Business Cycles in Economic Thought underlines how, over the time span of two centuries, economic thought interacted with cycles in a continuous renewal of theories and rethinking of policies, whilst economic actions embedded themselves into past economic thought.
Economists broadly define financial asset price bubbles as episodes in which prices rise with notable rapidity and depart from historically established asset valuation multiples and relationships.
A rare classic in American social science, Edgar Thompson's 1932 University of Chicago dissertation, "e;The Plantation,"e; broke new analytic ground in the study of the southern plantation system.
Although colonies are often viewed as having been of crucial economic importance to Britain's empire, those responsible for administering the colonies were often not at all interested in or supportive of commercial ventures, as this book demonstrates.
This volume of original essays considers how the International Labour Organization has helped generate a set of ideas and practices, past and present, transnational and within a single nation, aimed at advancing social and economic reform in the Pacific Rim.
Although the Anti-Corn Law league played a most important part in the politics of the 1840's, there is no modern study of its activities and organization.
Outskirts of Empire: Studies in British Power Projection investigates the substructure of Britain's interests in the Near East and beyond during the nineteenth and twentieth centuries.
This book discusses the developments of Sraffian-Ricardian economics, as well as looking at Sraffa's critique of the Marshallian theory of the firm and the industry, his edition of Ricardo's Works and correspondence, his book on production of commodities by means of commodities, and his influence Antonio Gramsci and Ludwig Wittgenstein.
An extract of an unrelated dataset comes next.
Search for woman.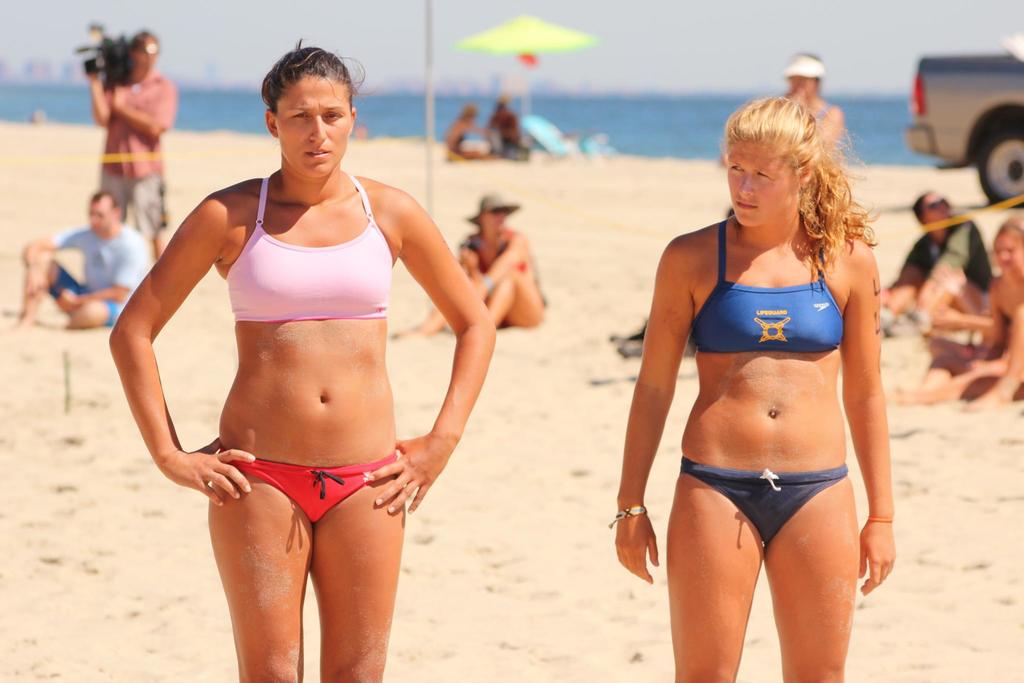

Since its first appearance in 1925, Elizabethan Life in Town and Country (1961) has securely established itself both for the general reader and the student as an accepted authority for the social history of the age.
This volume brings together a leading group of scholars to offer a new perspective on the history of conflicts and trade, focusing on the role of small and medium, or "e;weak"e;, and often neutral states.
Natural Resources in Afghanistan: Geographic and Geologic Perspectives on Centuries of Conflict details Afghanistan's physical geography - namely climate, soils, vegetation, water, hazards, and basic geologic background and terrain landforms - together with details of its rich natural resources, ethnic problems, and relevant past histories.
This title is part of UC Presss Voices Revived program, which commemorates University of California Press's mission to seek out and cultivate the brightest minds and give them voice, reach, and impact.
This book showcases the wide variety of commercial cosmopolitan practices that arose from the global economic entanglements of the early modern period.
This book discusses the origins of wealth inequality and explains how societies can reform to avoid the catastrophe of inequality-induced social breakdown.
Ein Kontrastprogramm zur abstrakten Wirtschaftstheorie:■ Verhaltensforschung zur Erklärung wirtschaftlicher und sozialer Prozesse■ Verhaltensforschung zur Dokumentation struktureller Wandlungen■ Verhaltensforschung zwecks Wirtschaftsprognose
This excellent and concise summary of the social and economic history of Europe in the Middle Ages examines the changing patterns and developments in agriculture, commerce, trade, industry and transport that took place during the millennium between the fall of the Roman Empire and the discovery of the New World.
After fifteen years of transition in the former communist states of Central and Eastern Europe it has become clear that for a substantial number the objective of reform and restructuring process is a market system in line with membership of the EU.
Economists broadly define financial asset price bubbles as episodes in which prices rise with notable rapidity and depart from historically established asset valuation multiples and relationships.
Gold Dust (1980) looks at the adventures and ordeals, delusions and successes and catastrophes of the men and women - the forty-niners - caught up in the gold rush.